“So you’re saying that there’s nothing wrong with raping and murdering people?”
I recently got a response something like this in a discussion about moral philosophy. It’s something that people say a lot when they first encounter the idea of moral anti-realism, and I hope to address it in a future post, but first I want to say this: there’s no need to use the most emotive example you can think of to make this argument. For most meta-ethical arguments, if it’s a valid argument when you use rape and murder as an example, it’ll be just as valid if you use pushing your way onto the train before the other passengers have got off, and vice versa. Using the more emotive example here serves only to turn up the heat, which can result in people thinking less clearly.
I thought of this recently in a discussion of the de Finetti way of looking at probability as a choice between gambles. Given a choice between two hypothetical gambles for money, a lot of people are tempted by the grand gesture of turning down both gambles, even if that means wishing a way a zero-risk chance at free money. So it can be good to reframe it as a chance to prevent some harm happening to other people – that way it seems more obvious that the good thing to do is to go for some chance of preventing the harm over allowing it to happen with certainty.
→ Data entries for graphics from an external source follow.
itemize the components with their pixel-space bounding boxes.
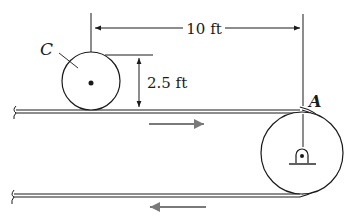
conveyor-diagram: 10 ft 2.5 ft C A	[0, 0, 355, 222]
cylinder-c	[59, 52, 120, 110]
dimension-10ft-label: 10 ft	[186, 20, 221, 38]
bottom-belt	[12, 190, 300, 204]
dimension-10ft: 10 ft	[95, 20, 300, 38]
break-mark-top	[14, 106, 16, 119]
label-a: A	[307, 92, 321, 111]
label-c: C	[40, 39, 53, 59]
dimension-2-5ft: 2.5 ft	[139, 58, 187, 107]
top-belt	[14, 106, 300, 119]
pulley-a	[261, 112, 343, 194]
dimension-2-5ft-label: 2.5 ft	[147, 74, 187, 92]
break-mark-bottom	[12, 190, 14, 204]
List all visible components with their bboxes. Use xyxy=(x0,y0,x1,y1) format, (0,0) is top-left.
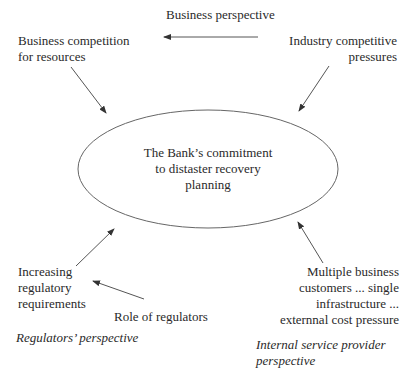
arrow-customers-to-center xyxy=(298,222,323,263)
arrow-regulatory-to-center xyxy=(76,229,114,266)
label-internal-provider-perspective: Internal service provider perspective xyxy=(256,337,385,369)
label-regulators-perspective: Regulators’ perspective xyxy=(16,330,138,346)
label-business-competition: Business competition for resources xyxy=(18,33,130,65)
label-multiple-customers: Multiple business customers ... single i… xyxy=(280,264,399,328)
label-regulatory-requirements: Increasing regulatory requirements xyxy=(18,264,86,312)
label-role-of-regulators: Role of regulators xyxy=(114,309,208,325)
label-business-perspective: Business perspective xyxy=(166,7,275,23)
label-center-commitment: The Bank’s commitment to distaster recov… xyxy=(138,145,278,193)
arrow-industry-to-center xyxy=(299,66,329,111)
arrow-regulators-to-requirements xyxy=(93,281,144,299)
arrow-competition-to-center xyxy=(71,67,106,113)
label-industry-pressures: Industry competitive pressures xyxy=(289,33,397,65)
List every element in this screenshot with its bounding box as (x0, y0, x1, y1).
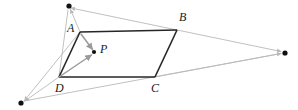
top-vanishing-point-dot (66, 3, 71, 8)
right-vanishing-point-dot (282, 50, 287, 55)
vertex-label-A: A (67, 22, 74, 34)
edge-A-B (80, 30, 177, 32)
edge-B-C (155, 30, 177, 77)
geometry-figure: A B C D P (0, 0, 298, 110)
diagram-canvas (0, 0, 298, 110)
vertex-label-C: C (151, 82, 159, 94)
vertex-label-B: B (179, 11, 186, 23)
vector-A-to-P (81, 34, 93, 50)
line-B-to-right-vanishing-point (177, 30, 281, 52)
interior-point-P-dot (92, 50, 96, 54)
bottom-left-vanishing-point-dot (18, 100, 23, 105)
vertex-label-D: D (55, 82, 64, 94)
line-B-to-top-vanishing-point (71, 8, 177, 30)
line-A-to-bottom-left-vanishing-point (25, 32, 81, 101)
parallelogram-ABCD (59, 30, 177, 77)
interior-point-label-P: P (100, 43, 107, 55)
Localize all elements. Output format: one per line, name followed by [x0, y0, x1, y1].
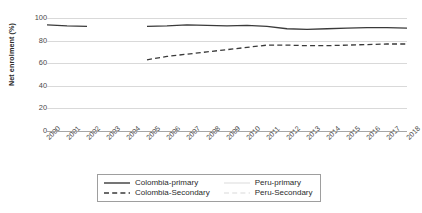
- gridline: [47, 41, 407, 42]
- legend-item[interactable]: Colombia-Secondary: [104, 189, 210, 197]
- legend-swatch-icon: [104, 189, 130, 197]
- gridline: [47, 108, 407, 109]
- y-tick-label: 0: [17, 127, 47, 134]
- x-axis-line: [47, 131, 407, 132]
- gridline: [47, 86, 407, 87]
- x-tick-label: 2018: [405, 125, 421, 141]
- legend-swatch-icon: [224, 189, 250, 197]
- series-line: [47, 25, 87, 27]
- y-axis-title: Net enrolment (%): [7, 0, 16, 110]
- gridline: [47, 63, 407, 64]
- chart-legend: Colombia-primaryPeru-primaryColombia-Sec…: [97, 174, 321, 202]
- legend-swatch-icon: [224, 179, 250, 187]
- y-tick-label: 20: [17, 104, 47, 111]
- legend-label: Colombia-Secondary: [135, 189, 210, 197]
- y-tick-label: 40: [17, 82, 47, 89]
- legend-item[interactable]: Peru-primary: [224, 179, 313, 187]
- series-line: [147, 25, 407, 30]
- legend-label: Colombia-primary: [135, 179, 198, 187]
- legend-label: Peru-Secondary: [255, 189, 313, 197]
- x-axis-tick-labels: 2000200120022003200420052006200720082009…: [47, 134, 407, 174]
- y-tick-label: 100: [17, 14, 47, 21]
- plot-svg: [47, 18, 407, 131]
- gridline: [47, 18, 407, 19]
- series-line: [147, 44, 407, 60]
- y-axis-tick-labels: 020406080100: [17, 0, 47, 213]
- plot-area: [47, 18, 407, 131]
- y-tick-label: 60: [17, 59, 47, 66]
- legend-label: Peru-primary: [255, 179, 301, 187]
- legend-item[interactable]: Peru-Secondary: [224, 189, 313, 197]
- y-tick-label: 80: [17, 37, 47, 44]
- legend-item[interactable]: Colombia-primary: [104, 179, 210, 187]
- legend-swatch-icon: [104, 179, 130, 187]
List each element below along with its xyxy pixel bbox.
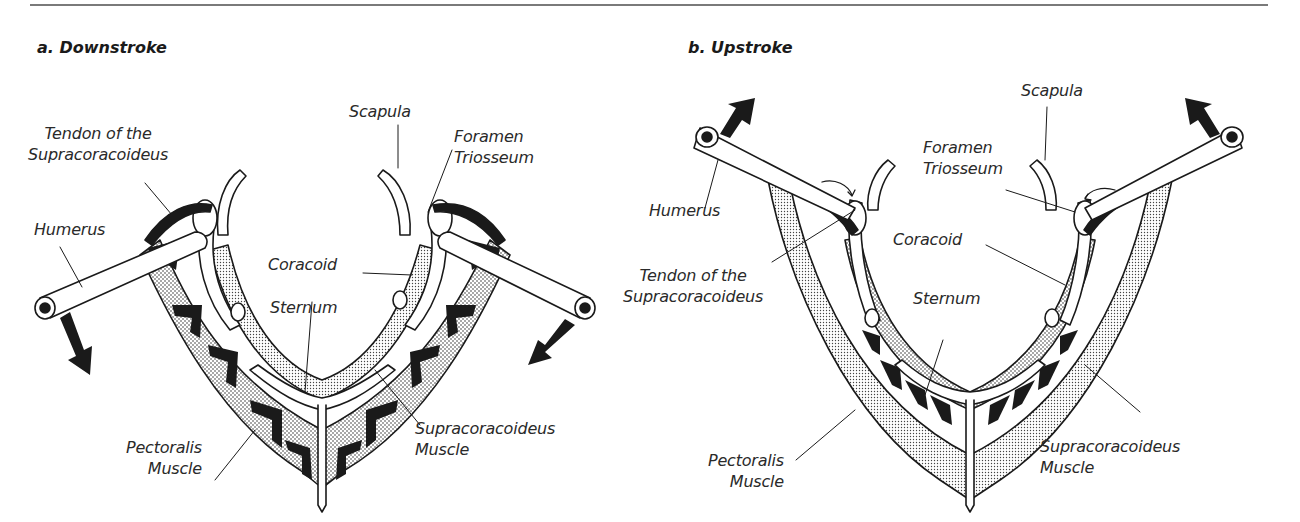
label-sternum-a: Sternum — [270, 297, 337, 318]
down-arrow-right-icon — [528, 319, 575, 365]
scapula-right-b — [1030, 160, 1056, 210]
label-supracoracoideus-a: Supracoracoideus Muscle — [415, 418, 555, 460]
scapula-right-a — [378, 170, 410, 235]
label-humerus-b: Humerus — [649, 200, 720, 221]
label-tendon-b: Tendon of the Supracoracoideus — [623, 265, 763, 307]
label-coracoid-b: Coracoid — [893, 229, 962, 250]
label-foramen-b: Foramen Triosseum — [923, 137, 1003, 179]
label-foramen-a: Foramen Triosseum — [454, 126, 534, 168]
label-scapula-a: Scapula — [349, 101, 411, 122]
label-pectoralis-b: Pectoralis Muscle — [708, 450, 784, 492]
scapula-left-a — [217, 170, 246, 235]
label-pectoralis-a: Pectoralis Muscle — [126, 437, 202, 479]
label-coracoid-a: Coracoid — [268, 254, 337, 275]
label-scapula-b: Scapula — [1021, 80, 1083, 101]
scapula-left-b — [868, 160, 895, 210]
sternum-keel-b — [966, 400, 974, 512]
label-tendon-a: Tendon of the Supracoracoideus — [28, 123, 168, 165]
up-arrow-left-icon — [720, 98, 755, 138]
up-arrow-right-icon — [1185, 98, 1220, 138]
down-arrow-left-icon — [60, 312, 92, 375]
label-humerus-a: Humerus — [34, 219, 105, 240]
label-sternum-b: Sternum — [913, 288, 980, 309]
label-supracoracoideus-b: Supracoracoideus Muscle — [1040, 436, 1180, 478]
sternum-keel-a — [318, 405, 326, 512]
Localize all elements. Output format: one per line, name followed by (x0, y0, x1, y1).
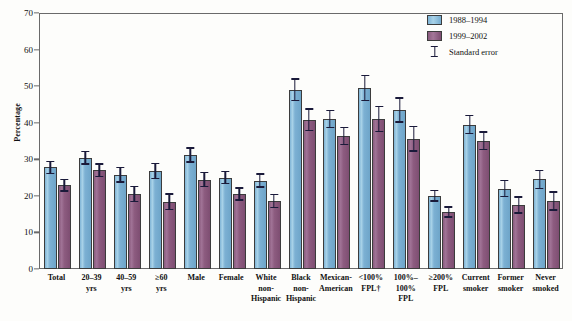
error-bar (268, 194, 281, 269)
y-tick-mark (34, 232, 39, 233)
bar-group (358, 13, 385, 269)
error-bar (407, 126, 420, 269)
error-bar (477, 131, 490, 269)
legend-label: Standard error (449, 47, 498, 57)
error-bar (547, 191, 560, 269)
error-bar (533, 170, 546, 269)
error-bar (463, 115, 476, 269)
error-bar (337, 127, 350, 269)
bar-group (323, 13, 350, 269)
error-bar (233, 187, 246, 269)
error-bar (198, 172, 211, 269)
error-bar (372, 106, 385, 269)
bar-chart: Percentage 010203040506070 Total20–39yrs… (0, 0, 572, 321)
error-bar (93, 163, 106, 269)
x-axis-label-line: Hispanic (278, 294, 325, 305)
legend-label: 1988–1994 (449, 15, 487, 25)
bar-group (149, 13, 176, 269)
y-tick-mark (34, 85, 39, 86)
y-tick-mark (34, 195, 39, 196)
legend-item-standard-error: Standard error (427, 46, 498, 57)
error-bar (114, 167, 127, 269)
error-bar (498, 180, 511, 269)
legend-swatch-blue-icon (427, 15, 442, 25)
bar-group (114, 13, 141, 269)
legend-item-1999: 1999–2002 (427, 30, 498, 41)
bar-group (533, 13, 560, 269)
error-bar-icon (427, 46, 442, 57)
error-bar (219, 171, 232, 269)
legend-label: 1999–2002 (449, 31, 487, 41)
legend-swatch-purple-icon (427, 31, 442, 41)
bar-group (393, 13, 420, 269)
error-bar (58, 179, 71, 269)
chart-legend: 1988–1994 1999–2002 Standard error (427, 14, 498, 62)
error-bar (254, 173, 267, 269)
error-bar (149, 163, 162, 269)
error-bar (442, 206, 455, 269)
error-bar (393, 97, 406, 269)
error-bar (512, 196, 525, 269)
y-tick-mark (34, 268, 39, 269)
y-tick-mark (34, 122, 39, 123)
x-axis-label: Neversmoked (522, 273, 569, 294)
bar-group (498, 13, 525, 269)
bar-group (184, 13, 211, 269)
error-bar (79, 151, 92, 269)
bar-group (289, 13, 316, 269)
bar-group (219, 13, 246, 269)
x-axis-label-line: Never (522, 273, 569, 284)
bar-group (44, 13, 71, 269)
error-bar (184, 147, 197, 269)
error-bar (428, 190, 441, 269)
error-bar (323, 110, 336, 269)
legend-item-1988: 1988–1994 (427, 14, 498, 25)
bar-group (79, 13, 106, 269)
y-tick-mark (34, 12, 39, 13)
x-axis-label-line: yrs (138, 284, 185, 295)
y-tick-mark (34, 159, 39, 160)
y-tick-mark (34, 49, 39, 50)
error-bar (289, 78, 302, 269)
error-bar (358, 75, 371, 269)
error-bar (163, 193, 176, 269)
x-axis-label-line: FPL (382, 294, 429, 305)
error-bar (44, 161, 57, 269)
error-bar (303, 108, 316, 269)
x-axis-label-line: smoked (522, 284, 569, 295)
bar-group (254, 13, 281, 269)
error-bar (128, 186, 141, 269)
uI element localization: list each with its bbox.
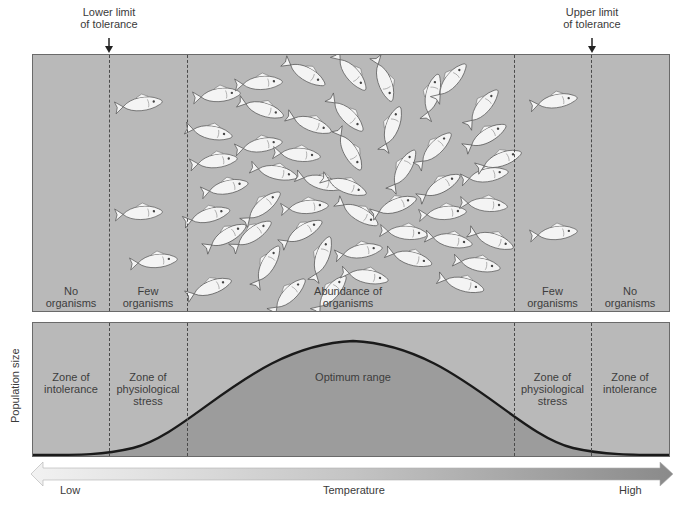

And of course as is standard in these philosophical discussions, my first thought was to let the hypothetical stakes be something like “a thousand people die horribly”. But I remembered the admonition above, and we worked out another example – something just bad enough that you’d feel like a heel if you just let it happen with certainty when you could have taken a chance to prevent it, but not so bad that its awfulness could seriously distract from the topic at hand, which was probability theory.
And so we imagined a man in a Florida retirement home, whose fate was not going to be critical to the fate of the world in a way that could make our hypotheticals more confusing, who was at risk of a painful burn on his left little finger that would annoy him for a week. And that was enough – enough to seem more important that this man not get a burn than that we follow one ritual or other in choosing our actions, without the side order of “and you’re a TERRIBLE PERSON if you don’t take my position on this” that seems to come with piling up the stakes as high as your imagination can go before posing your hypothetical.
Heat is sometimes necessary. If a weaker example doesn’t work, a stronger one can sometimes make the difference. But please don’t start at the highest temperature you can reach – more heat doesn’t usually mean more light.